Ezra Klein, on the other hand, says:
The first year of the Obama presidency has been a long tutorial on the difference between liberal ends and liberal means. If I told you America has a president determined to pass large amounts of Keynesian stimulus spending (that's particularly concentrated in impoverished areas), a near-universal health-care plan, and a bill addressing climate change, you'd say liberals had recaptured the White House. Ambitious liberals, even. But though Obama's program is quite liberal, he doesn't seem to care much how it's achieved. ... You could imagine a lot of presidents more dogmatically liberal than Obama, but I wonder whether there are a lot of plausible hypotheticals in which they amass more liberal achievements than Obama. At the executive level, it might be the case that being too liberal is a liability to, well, liberalism.

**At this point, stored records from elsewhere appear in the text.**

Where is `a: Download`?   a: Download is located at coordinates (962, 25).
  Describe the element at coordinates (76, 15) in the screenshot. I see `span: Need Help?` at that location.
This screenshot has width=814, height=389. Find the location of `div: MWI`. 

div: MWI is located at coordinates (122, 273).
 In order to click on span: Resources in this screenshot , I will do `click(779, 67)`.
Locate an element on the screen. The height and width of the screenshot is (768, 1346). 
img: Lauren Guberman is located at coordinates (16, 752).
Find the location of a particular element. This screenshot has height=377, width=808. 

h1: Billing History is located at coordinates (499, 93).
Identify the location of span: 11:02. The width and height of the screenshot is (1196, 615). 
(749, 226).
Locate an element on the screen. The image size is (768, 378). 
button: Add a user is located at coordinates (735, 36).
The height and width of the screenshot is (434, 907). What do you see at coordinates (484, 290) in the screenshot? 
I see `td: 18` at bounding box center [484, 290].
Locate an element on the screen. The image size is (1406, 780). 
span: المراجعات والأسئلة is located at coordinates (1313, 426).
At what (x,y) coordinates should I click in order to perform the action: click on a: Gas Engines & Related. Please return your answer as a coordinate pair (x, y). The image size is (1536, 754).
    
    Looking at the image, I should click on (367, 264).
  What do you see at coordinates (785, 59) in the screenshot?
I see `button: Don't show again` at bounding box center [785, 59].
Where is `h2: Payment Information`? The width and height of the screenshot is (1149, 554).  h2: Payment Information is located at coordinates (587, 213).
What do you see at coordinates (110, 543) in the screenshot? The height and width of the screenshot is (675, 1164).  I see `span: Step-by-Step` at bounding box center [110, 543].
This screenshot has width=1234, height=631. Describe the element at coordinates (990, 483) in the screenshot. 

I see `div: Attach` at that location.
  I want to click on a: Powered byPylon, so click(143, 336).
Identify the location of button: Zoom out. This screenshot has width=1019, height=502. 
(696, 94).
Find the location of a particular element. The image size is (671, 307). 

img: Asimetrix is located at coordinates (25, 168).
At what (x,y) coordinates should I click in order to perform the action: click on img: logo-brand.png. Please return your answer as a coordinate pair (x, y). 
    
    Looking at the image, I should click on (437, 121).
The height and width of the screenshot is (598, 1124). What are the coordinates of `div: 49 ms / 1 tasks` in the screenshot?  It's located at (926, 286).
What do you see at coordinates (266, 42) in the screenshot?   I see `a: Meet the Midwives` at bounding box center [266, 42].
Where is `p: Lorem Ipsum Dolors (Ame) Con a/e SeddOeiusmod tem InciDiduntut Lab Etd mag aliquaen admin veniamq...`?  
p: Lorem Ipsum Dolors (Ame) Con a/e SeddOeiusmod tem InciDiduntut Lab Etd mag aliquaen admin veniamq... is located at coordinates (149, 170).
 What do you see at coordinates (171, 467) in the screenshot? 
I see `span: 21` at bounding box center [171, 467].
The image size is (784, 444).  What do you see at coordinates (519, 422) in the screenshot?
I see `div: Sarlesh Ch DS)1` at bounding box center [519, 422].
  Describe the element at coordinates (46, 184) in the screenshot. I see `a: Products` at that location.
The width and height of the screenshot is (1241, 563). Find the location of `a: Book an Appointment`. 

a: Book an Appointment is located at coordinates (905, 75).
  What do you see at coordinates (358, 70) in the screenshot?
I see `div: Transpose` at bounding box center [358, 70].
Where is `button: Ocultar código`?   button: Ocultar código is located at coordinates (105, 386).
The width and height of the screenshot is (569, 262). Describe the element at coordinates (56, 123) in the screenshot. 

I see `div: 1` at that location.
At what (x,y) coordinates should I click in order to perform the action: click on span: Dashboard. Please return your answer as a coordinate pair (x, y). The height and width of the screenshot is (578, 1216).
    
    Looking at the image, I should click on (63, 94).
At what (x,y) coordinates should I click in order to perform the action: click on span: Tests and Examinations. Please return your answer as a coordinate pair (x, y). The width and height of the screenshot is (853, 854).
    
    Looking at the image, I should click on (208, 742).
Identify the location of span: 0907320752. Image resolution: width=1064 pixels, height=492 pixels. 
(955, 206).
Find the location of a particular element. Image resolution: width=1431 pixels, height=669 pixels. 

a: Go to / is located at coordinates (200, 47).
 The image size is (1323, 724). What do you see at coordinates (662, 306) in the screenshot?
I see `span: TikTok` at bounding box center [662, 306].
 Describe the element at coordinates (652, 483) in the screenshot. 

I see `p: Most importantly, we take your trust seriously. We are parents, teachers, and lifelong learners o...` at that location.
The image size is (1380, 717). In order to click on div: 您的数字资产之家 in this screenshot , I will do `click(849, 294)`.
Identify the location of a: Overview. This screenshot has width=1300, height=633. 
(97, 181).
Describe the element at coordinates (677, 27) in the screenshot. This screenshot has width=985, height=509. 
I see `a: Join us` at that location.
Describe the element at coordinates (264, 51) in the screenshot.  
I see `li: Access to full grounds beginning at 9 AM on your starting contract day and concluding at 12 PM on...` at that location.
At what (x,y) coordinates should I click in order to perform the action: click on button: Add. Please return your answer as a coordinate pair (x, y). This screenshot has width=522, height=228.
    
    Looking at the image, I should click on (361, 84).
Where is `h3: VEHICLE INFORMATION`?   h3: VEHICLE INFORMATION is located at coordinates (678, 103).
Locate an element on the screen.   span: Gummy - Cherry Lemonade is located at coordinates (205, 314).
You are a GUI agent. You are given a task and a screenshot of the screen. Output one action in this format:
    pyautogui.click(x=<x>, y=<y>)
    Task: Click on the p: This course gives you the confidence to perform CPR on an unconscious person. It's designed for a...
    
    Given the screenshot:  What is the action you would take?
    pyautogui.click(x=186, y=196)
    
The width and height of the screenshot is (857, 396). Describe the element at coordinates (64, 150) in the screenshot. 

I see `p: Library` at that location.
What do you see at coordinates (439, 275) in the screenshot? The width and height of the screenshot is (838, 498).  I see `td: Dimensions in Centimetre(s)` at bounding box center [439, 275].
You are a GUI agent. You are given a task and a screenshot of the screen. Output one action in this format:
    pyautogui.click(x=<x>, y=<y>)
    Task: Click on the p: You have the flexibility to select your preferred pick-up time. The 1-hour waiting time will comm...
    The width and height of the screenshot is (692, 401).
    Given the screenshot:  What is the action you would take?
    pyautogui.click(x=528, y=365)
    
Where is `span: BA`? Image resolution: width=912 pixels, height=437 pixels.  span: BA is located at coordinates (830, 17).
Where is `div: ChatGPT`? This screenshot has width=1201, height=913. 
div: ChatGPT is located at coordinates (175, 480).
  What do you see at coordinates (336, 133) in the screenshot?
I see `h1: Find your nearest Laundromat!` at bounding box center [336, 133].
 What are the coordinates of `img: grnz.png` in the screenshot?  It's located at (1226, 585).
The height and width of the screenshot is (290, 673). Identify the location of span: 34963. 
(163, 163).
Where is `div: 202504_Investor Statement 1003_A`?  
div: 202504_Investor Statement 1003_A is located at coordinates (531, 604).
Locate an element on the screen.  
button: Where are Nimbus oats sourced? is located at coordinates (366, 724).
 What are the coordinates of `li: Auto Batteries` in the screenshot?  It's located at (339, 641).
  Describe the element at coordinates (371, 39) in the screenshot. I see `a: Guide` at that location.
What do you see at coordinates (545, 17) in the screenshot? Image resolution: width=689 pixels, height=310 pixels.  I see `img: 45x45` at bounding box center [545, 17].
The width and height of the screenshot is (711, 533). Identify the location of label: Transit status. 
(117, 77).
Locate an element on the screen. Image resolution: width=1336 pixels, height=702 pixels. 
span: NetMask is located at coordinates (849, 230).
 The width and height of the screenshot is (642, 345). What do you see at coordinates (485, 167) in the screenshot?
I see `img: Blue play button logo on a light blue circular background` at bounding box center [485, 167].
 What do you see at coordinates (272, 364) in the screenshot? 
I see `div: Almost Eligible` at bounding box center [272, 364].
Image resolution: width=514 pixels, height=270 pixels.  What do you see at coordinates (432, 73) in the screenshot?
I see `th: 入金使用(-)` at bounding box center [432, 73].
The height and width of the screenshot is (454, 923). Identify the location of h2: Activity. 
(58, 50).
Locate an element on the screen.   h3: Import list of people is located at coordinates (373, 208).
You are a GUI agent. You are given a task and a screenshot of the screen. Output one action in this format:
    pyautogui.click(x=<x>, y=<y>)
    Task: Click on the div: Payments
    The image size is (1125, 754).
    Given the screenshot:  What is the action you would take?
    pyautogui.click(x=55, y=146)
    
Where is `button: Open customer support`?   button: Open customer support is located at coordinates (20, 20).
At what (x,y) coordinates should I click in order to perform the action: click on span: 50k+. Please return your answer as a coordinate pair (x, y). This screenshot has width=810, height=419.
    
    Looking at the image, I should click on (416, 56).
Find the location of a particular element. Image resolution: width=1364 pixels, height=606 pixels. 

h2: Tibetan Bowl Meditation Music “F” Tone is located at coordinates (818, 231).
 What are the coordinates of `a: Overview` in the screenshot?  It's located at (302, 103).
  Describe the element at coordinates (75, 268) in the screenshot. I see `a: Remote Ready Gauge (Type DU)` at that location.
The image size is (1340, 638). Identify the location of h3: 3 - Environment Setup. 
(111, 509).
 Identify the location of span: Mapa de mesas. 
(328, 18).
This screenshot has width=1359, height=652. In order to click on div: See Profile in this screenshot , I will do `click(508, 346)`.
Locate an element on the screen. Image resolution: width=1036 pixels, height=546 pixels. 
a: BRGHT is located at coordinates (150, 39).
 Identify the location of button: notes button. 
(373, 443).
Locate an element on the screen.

The first year of the Obama presidency has been a long tutorial on the difference between liberal ends and liberal means. If I told you America has a president determined to pass large amounts of Keynesian stimulus spending (that's particularly concentrated in impoverished areas), a near-universal health-care plan, and a bill addressing climate change, you'd say liberals had recaptured the White House. Ambitious liberals, even.
But though Obama's program is quite liberal, he doesn't seem to care much how it's achieved. ... You could imagine a lot of presidents more dogmatically liberal than Obama, but I wonder whether there are a lot of plausible hypotheticals in which they amass more liberal achievements than Obama. At the executive level, it might be the case that being too liberal is a liability to, well, liberalism.